Academic articles are an ideal candidate for long document summarization because the paper abstract can serve as a label or a candidate summary for the paper. Additionally many papers follow a general structure with Introduction, Methods, Results and Conclusion being common sections in most articles. We can improve the summarization output and reduce computational costs by taking advantage of this common structure.


2. Problem Statement

Our goal is to evaluate and compare the performance of DANCER by using different scoring metrics for splitting the document summary into different sections. In particular, we use ROUGE-L 2 and BLEU 3 scores to generate the section-wise summaries from the main summary for training. We use the Pointer Generator, based on the sequence-to-sequence RNN paradigm, as the main summarization model. Finally, we compare the performance of the DANCER model with a baseline model, which also uses Pointer Generator, but does not split the main summary into section-wise summaries. We use a subset of a publicly available pre-processed ArXiv dataset for our experiments. The performance of different models is evaluated using ROUGE scores.

A general outline of our approach is given below.

3. Pointer Generator Model

The Pointer Generator 4 is a sequence to sequence neural model that provides abstract text summarization. The model consists of an encoder and decoder phase. Through a combination of pointing at words in the source text and generating words from the vocabulary distribution this model can be seen as a hybrid summarization model. The model uses a coverage mechanism to minimize the repetition of copied words.

The input source text is embedded and fed into a bidirectional LSTM, the red network in the diagram. This network serves as the encoder and produces a set of hidden states. Decoding takes place one token at a time. For each timestep the decoder gives rise to decoder states which during training correspond to the word embedding of the previous word. Together these combine to create the attention distribution.

Next using the attention distribution the context vector is constructed as a dot product between the attention distribution and the hidden states. The attention distribution guides the decoder towards the next word while the context vector serves to produce the distribution over all words in the vocabulary P(x) as well as the pointer generator probability W which gives us the option to copy words from the source text according to S(x), the source distribution.
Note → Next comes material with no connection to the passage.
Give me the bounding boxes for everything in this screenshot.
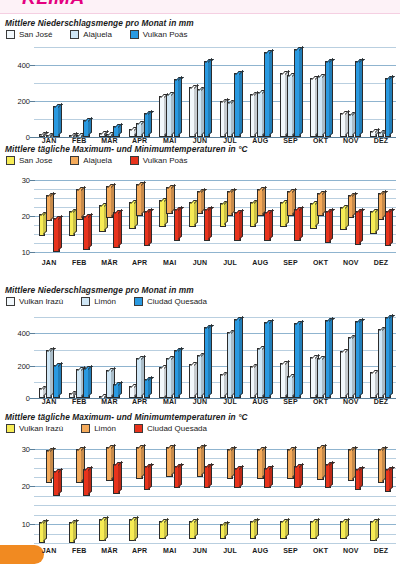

Output tokens are produced according to

F(x) = W*P(x) + (1-W)*S(x)

4. Results

To test the efficacy of the DANCER framework we compared a baseline Pointer Generator model against one which used the ROUGE-LCS and one which used the BLEU scores to split summaries. We trained on 8000 articles and tested on 1000 articles. The results indicate the ROUGE-LCS as being superior on a variety of metrics when compared to both the BLEU and Baseline model.

Finally we show an example of a target abstract with both the ROUGE and BLEU summaries. One can see evidence of both source and vocab distributions.

[1]: Alexios Gidiotis and Grigorios Tsoumakas. 2020. A divide-and-conquer approach to the summarization of long documents

[2]: Chin-Yew Lin. 2004. ROUGE: A package for automatic evaluation of summaries. In Text Summarization Branches Out, pages 74–81, Barcelona, Spain. Association for Computational Linguistics.

[3]: Kishore Papineni, Salim Roukos, Todd Ward, and Wei-Jing Zhu. 2002. Bleu: A method for automatic evaluation of machine translation. ACL ’02, page 311–318, USA. Association for Computational Linguistics

[4]: Abigail See, Peter J. Liu, and Christopher D. Manning. 2017. Get to the point: Summarization with pointer-generator networks.